Men shuffled around to make room for the new arrival, a broad-shouldered, light-on-his feet German in his mid-thirties who traveled America peddling church organs and parlor pianos.
“Waiter! Waiter! Breakfast for Mr. Wunderlich.”
“Only time for coffee. I’m catching the train for Los Angeles.”
Fritz Wunderlich was a funny-looking fellow, with heavy brow ridges, a mighty anvil of a jaw, and long arms like a gorilla, but he had a smile that any drummer would give his eye-teeth for. It opened wide as the prairie and bright as the sun and pulled the customers in like suction from a sinking ship.
Fritz worked hard as a nailer—“Eight days in the week, thirteen months in the year”—and it paid off, judging by the cut of his funereal black suit, his immaculate linen, his fine homburg, his weighty gold watch chain, and the ten-cent polish on his shoes.
“Coffee for Fritz!”
“Mit schlag!”
“Hear that, waiter?

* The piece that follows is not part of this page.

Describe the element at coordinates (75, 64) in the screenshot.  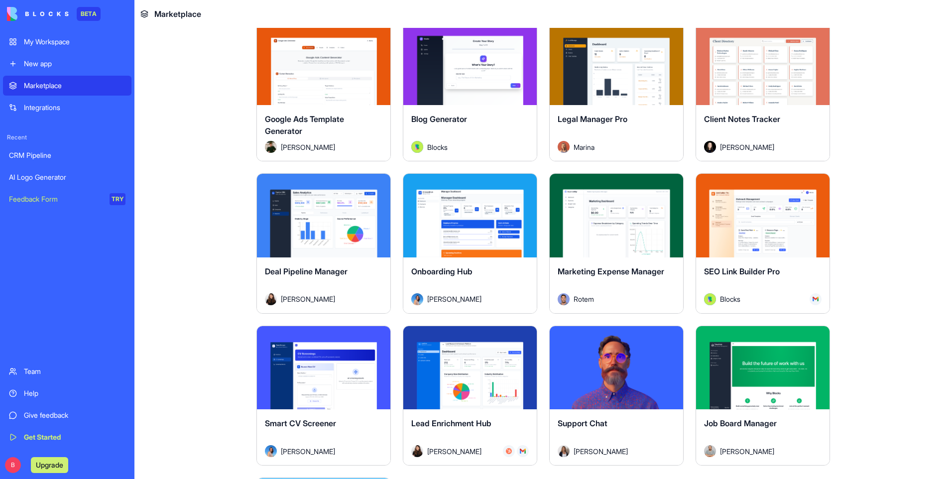
I see `div: New app` at that location.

Mit schlag.”
“Vat is the story I interrupt?”
The Locomobile drummer started over again, repeating the beginning about the mixed-up ladies’ gloves and undergarments. “So then the lady who received the panties gets a letter from the fellow who sent her his gift of gloves. Here’s what he wrote.”

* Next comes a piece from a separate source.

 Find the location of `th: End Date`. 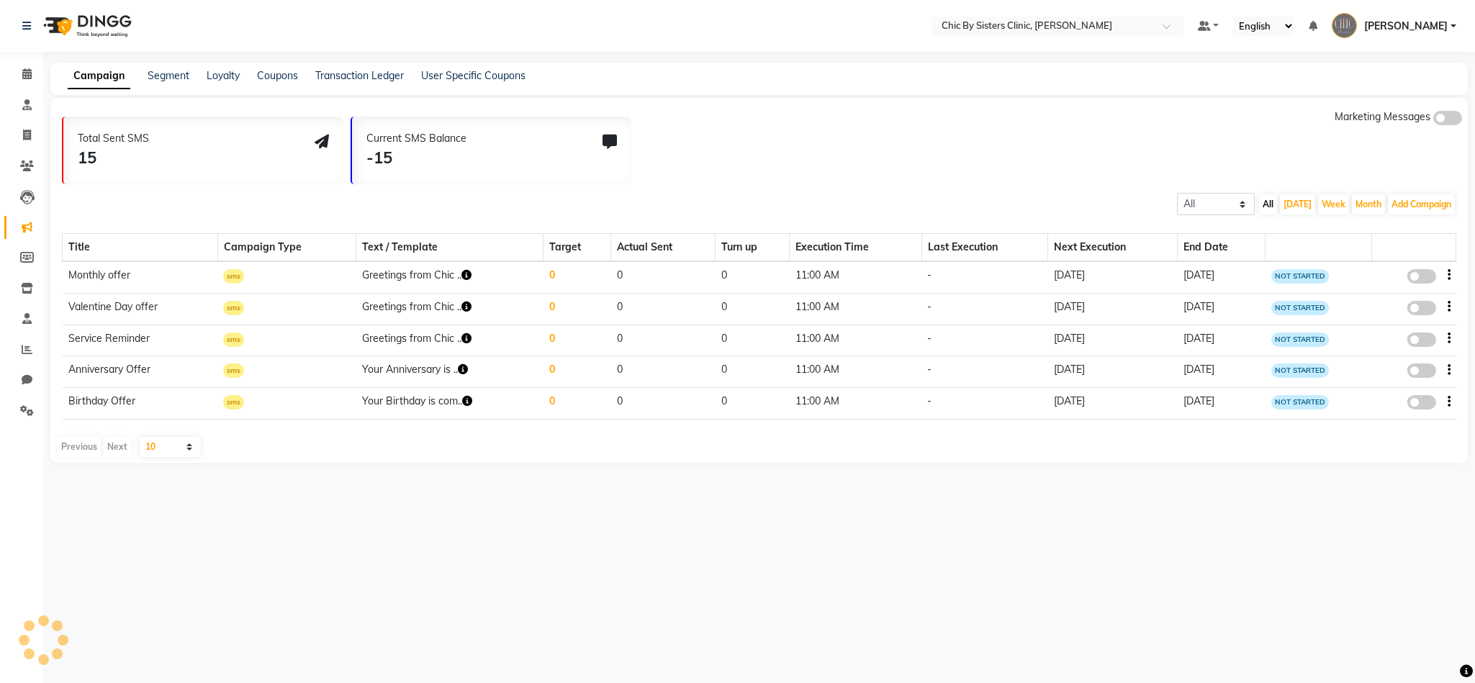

Fritz broke in with the last line of the joke: “Whoever sees you in these vill admire my good taste and your delicate looks!”

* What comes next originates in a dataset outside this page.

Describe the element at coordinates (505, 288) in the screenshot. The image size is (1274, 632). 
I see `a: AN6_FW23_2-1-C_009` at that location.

The table roared with laughter and choruses of “That’s a good one!”
“But it’s a brand-new joke,” protested the drummer from Bridgeport. “How’d you hear it? I came direct to Chicago on the Pennsylvania Limited.”
“I heard it in ’Frisco last veek,” said Fritz.
“’Frisco? How? Did anyone else at the table ever hear it before?”
Salesmen shook their heads. “New to me, Jake.”
The youngest, a Chicago hometown fellow making big money on a line from the Gillette Safety Razor Company, had the explanation: “Electricity is faster than steam.”
“What the heck do you mean by that?” asked the Locomobile representative.
“He means,” said Fritz Wunderlich, “vile you ride the train, your joke flies to San Francisco on the telegraph vire.”
“Who can afford to telegraph jokes?”
“No one goes to the expense. But late at night when the wires are quiet and the operators have nothing else to do, they click jokes to one another.”
The Quaker Oats salesman nodded. “They know their pals by their ‘fists.’ One pal clicks anoth
er, city to city, and the jokes get passed along the wire all the way across the continent.”
“Fritz? How are things in Leipzig?”
“I am happy to say that America remains a nation of God-fearing, music-loving churchgoers, so things in Leipzig are very vell indeed. At least among the organ builders, danke. Und you, gentlemen? All are vell?”
“Very well, Fritz. Say, weren’t you trying to sell a new organ to that big church in St. Louis last time? How did that go?”
“Detroit, if I recall. And thank you, it vent O.K.”
“They bought the new organ?”
“Two!”
“Two organs for one church? Why did they buy two?”
Wunderlich’s smile warmed the table, and his response was the drummer’s anthem: “It seemed like a good idea at the time.”
The table roared. Salesmen slapped their thighs. Those indulging in eye-openers signaled the waiters for another round.
“Must go. Time is money. Ja! I almost forget. I took on a new line. Hymnals. Here, sample pages.” He opened a calfskin satchel decorated in solid brass and passed around beautifully printed single sheets.
“Onvard, Christian Soldiers,” he sang as he bundled up his things. His beautiful voice, a thrilling lyric tenor, stopped every conversation in the room. “Marching as to Var.”
The drummers took up the hymn, beating time with coffee cups and highball glasses and waving farewell to good old Fritz, who was running to catch his train.
“That is one tip-top traveling man,” said the Locomobile representative loud enough for Fritz to hear.
“‘Eight days in the veek,’” chuckled another as the German disappeared out the door. “‘Thirteen months in the year.’”
“‘Time is money!’”
“‘Mit schlag.’”
“Funny thing, though,” said the Gillette Razor man.
“What’s that?”
“I stopped in one of his firms’ piano shops in Akron. They said they couldn’t take any orders, they was all backed up.”